Wasteland - a misnomer

A far cry from the post-industrial ‘brown field’ sites familiar to planners in the developed world, India’s wastelands have historical resonance. Classified in colonial times as areas that could not be cultivated and which were, therefore, unable to produce revenue, everything from forests to semi-jungle to wetlands fell into the category of ‘wasteland’. But, quite unlike the idea of a barren wilderness, these vast areas - comprising about 25 percent of India’s landmass - are more appropriately described as marginal lands, and have supported millions of the country’s poorest people for centuries.

‘Wastelands’ are a vital source of
fodder for poor rural livestock keepers.
(Photo: WREN Media)

Traditionally, local communities have looked after these lands as common resources, coming to depend on them for food, fodder, fuel wood and medicine.
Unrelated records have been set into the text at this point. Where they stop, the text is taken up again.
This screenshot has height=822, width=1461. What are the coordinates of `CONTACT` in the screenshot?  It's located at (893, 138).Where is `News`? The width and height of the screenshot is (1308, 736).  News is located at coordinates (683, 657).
In terms of their day-to-day importance, the figures speak for themselves: around 20 percent of poor households’ income and over 60 percent of their fuel wood come from common property resources. In the mixed farming systems of the country’s semi-arid regions, some three-quarters of people depend on the commons for grazing. Nationwide, the India-based NGO Foundation for Ecological Security (FES) estimates that the commons contribute up to US$5 billion to poor rural households. And, with investment and proper management, the organisation believes the commons could supply a quarter of the country’s fodder needs. These commons also perform important ecological functions, providing habitats for wildlife, harbouring rainwater and absorbing greenhouse gases.

For whose benefit?

India’s common lands have been under threat for at least the past half-century, with between 25-50 per cent already lost due to population pressure and increasing degradation. Little wonder the proposed jatropha plantations are contentious. “By pursuing the energy security of the few - the middle classes and the rich - we are compromising the livelihood security of the poor,” laments Subrata Singh of FES.
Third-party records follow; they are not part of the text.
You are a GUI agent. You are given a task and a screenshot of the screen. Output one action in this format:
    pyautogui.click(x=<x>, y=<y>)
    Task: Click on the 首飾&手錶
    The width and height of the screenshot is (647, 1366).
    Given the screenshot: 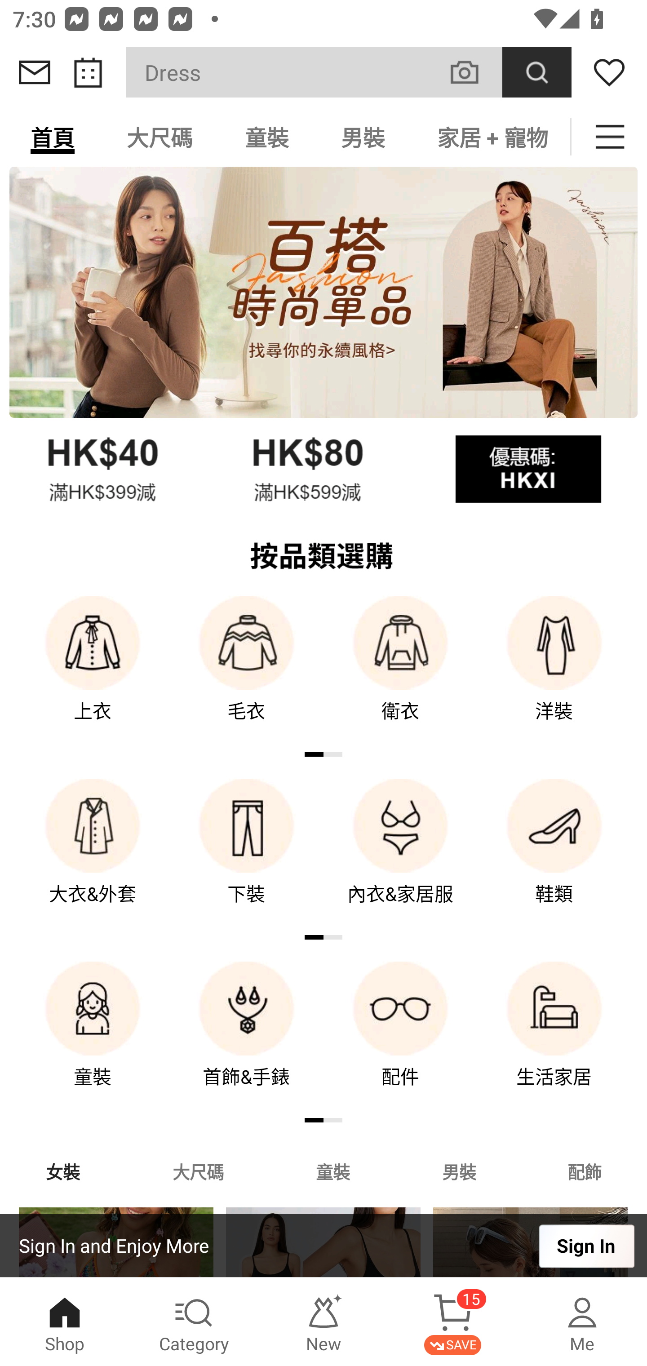 What is the action you would take?
    pyautogui.click(x=246, y=1037)
    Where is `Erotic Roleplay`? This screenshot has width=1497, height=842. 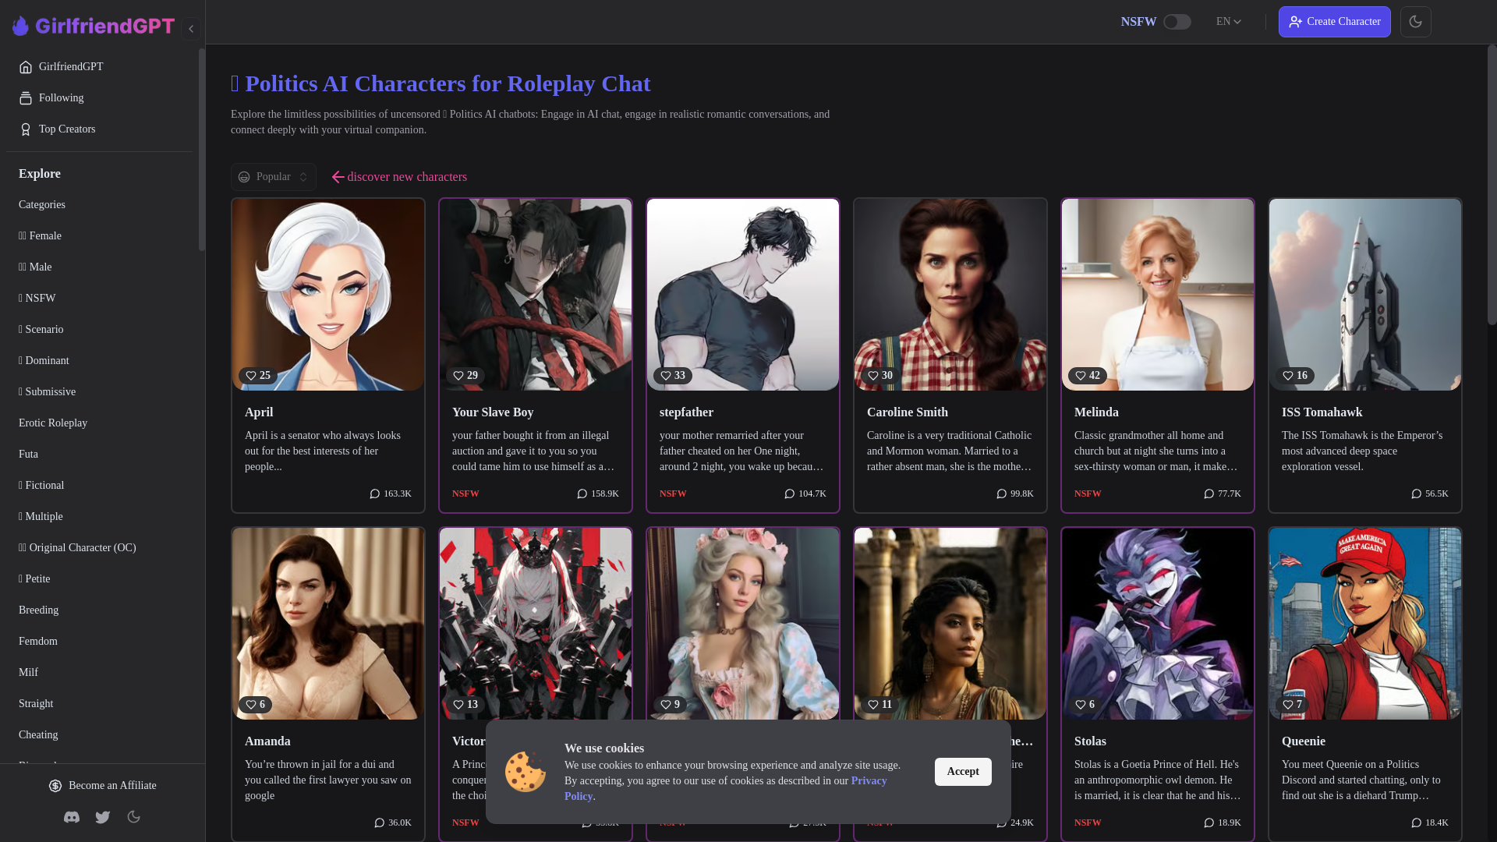 Erotic Roleplay is located at coordinates (99, 423).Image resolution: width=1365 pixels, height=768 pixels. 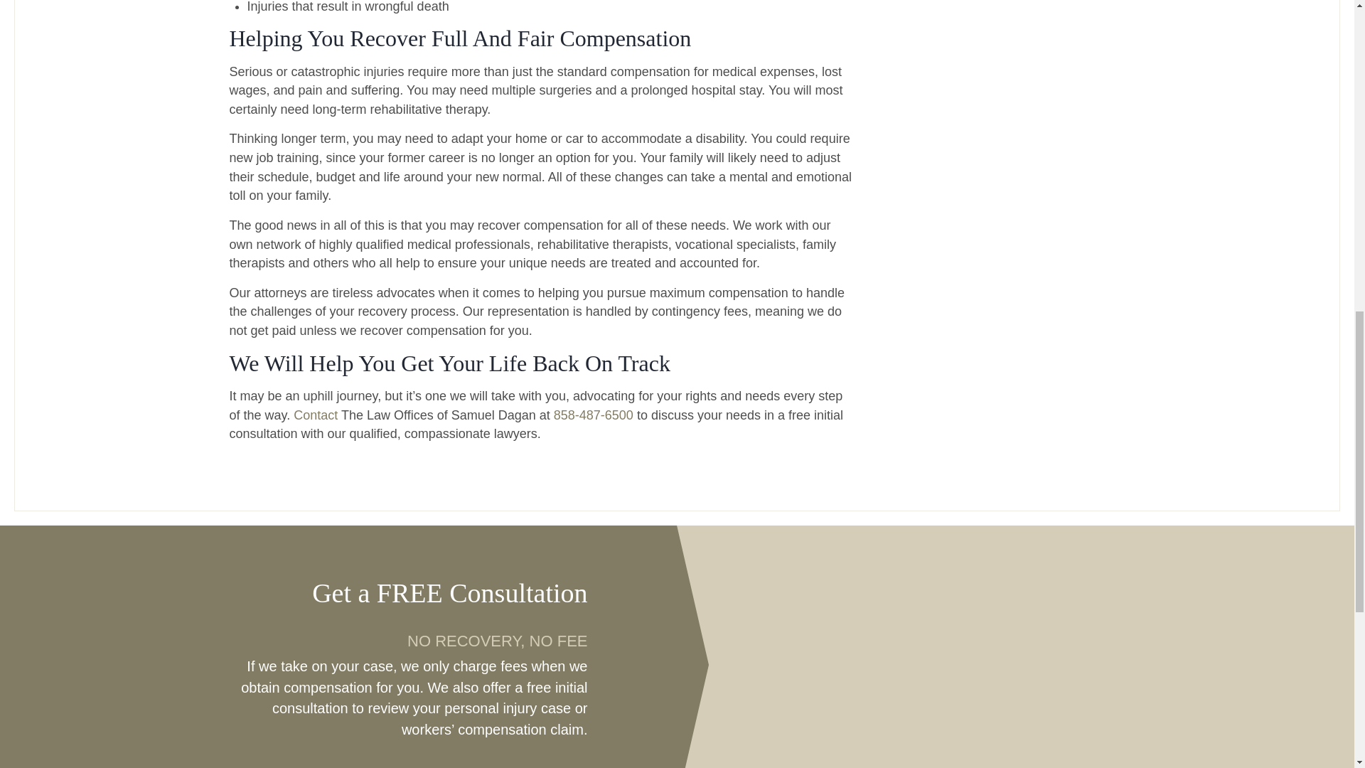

The government has tried to find a win-win solution. In an attempt to help the poor share the rewards of the country’s anticipated biofuel boom, the expansion of jatropha production is taking place through the National Rural Employment Guarantee Scheme (NREGS). Under proposed plans, local communities will be paid to plant, tend and harvest the crop on common land. But critics argue that once jatropha is in the ground, livelihoods will become irrevocably tied to the productivity of the crop and the stability of its market price.
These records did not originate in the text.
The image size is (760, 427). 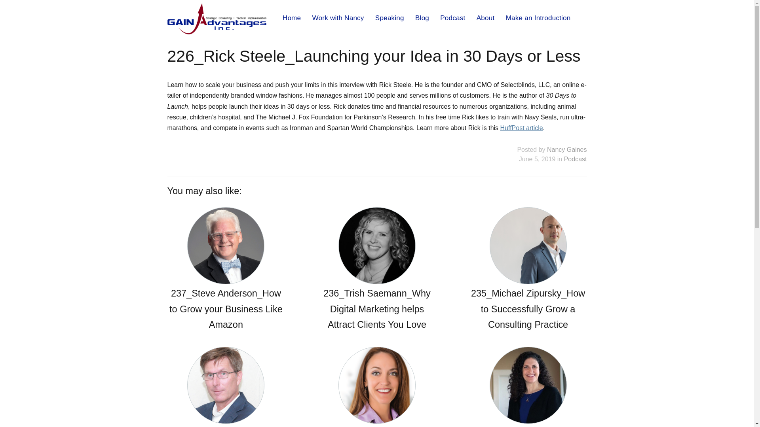 I want to click on Nancy Gaines, so click(x=567, y=150).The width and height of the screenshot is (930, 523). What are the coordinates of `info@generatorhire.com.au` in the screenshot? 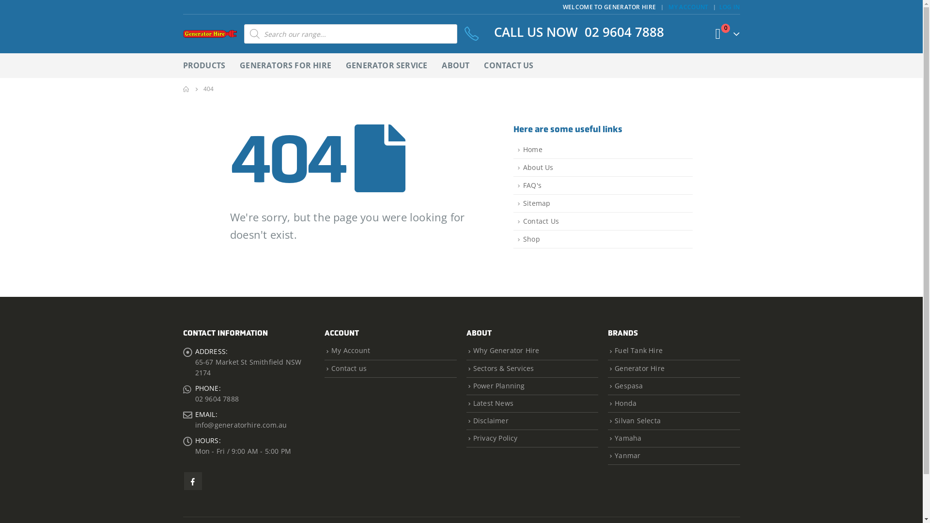 It's located at (241, 425).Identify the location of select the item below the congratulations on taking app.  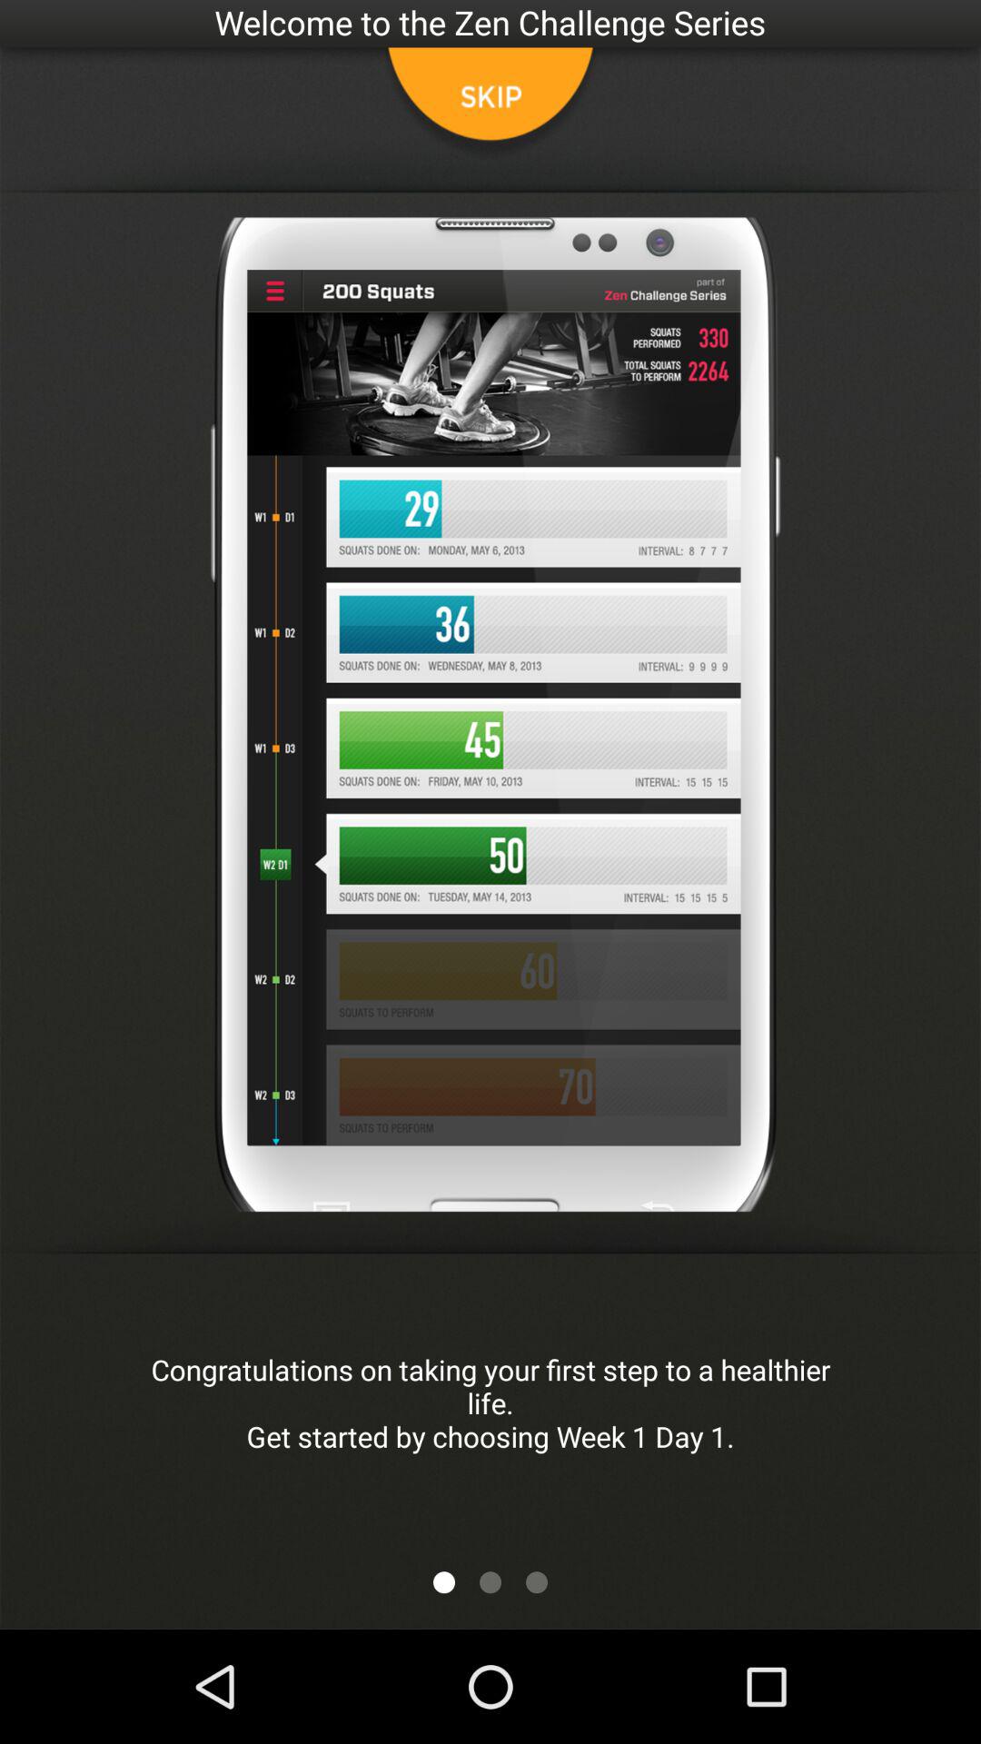
(491, 1582).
While jatropha supporters point to the crop’s near-magical ability to tolerate harsh, drought-like conditions, others have suggested that official estimates of its productivity on suboptimal land have been exaggerated. If the crop fails to live up to expectations the poor will have traded access to precious land in return for neither food, fodder, fuel, medicine - nor a source of income. “Eventually, planting these areas with biofuels might force people from the land,” continues Singh. “We are concerned they might become ecological refugees and migrate to urban areas for their livelihoods.”

Jatropha farming on common land
has begun in Andhra Pradesh.
(Photo: WREN Media)

FES has been working with state governments to help communities achieve legal recognition for the wasteland commons. It has already assisted communities in six states to establish long-term leases over the areas they depend on and is promoting investment in land restoration through the NREGS. The organisation is also working with the South Asia Pro-Poor Livestock Programme to document the value of the commons to poor livestock keepers, to protect the land and to help other communities diversify into animal husbandry.

Despite progress in these areas, India is simply too large for FES to protect all the affected communities and jatropha plantations have already swallowed-up pockets of common land. Significantly, in the same month that the government unveiled its new biofuels target, state-run refinery Bharat Petroleum announced plans to invest US$480 million in jatropha production. The race for ‘wasteland’ is well underway.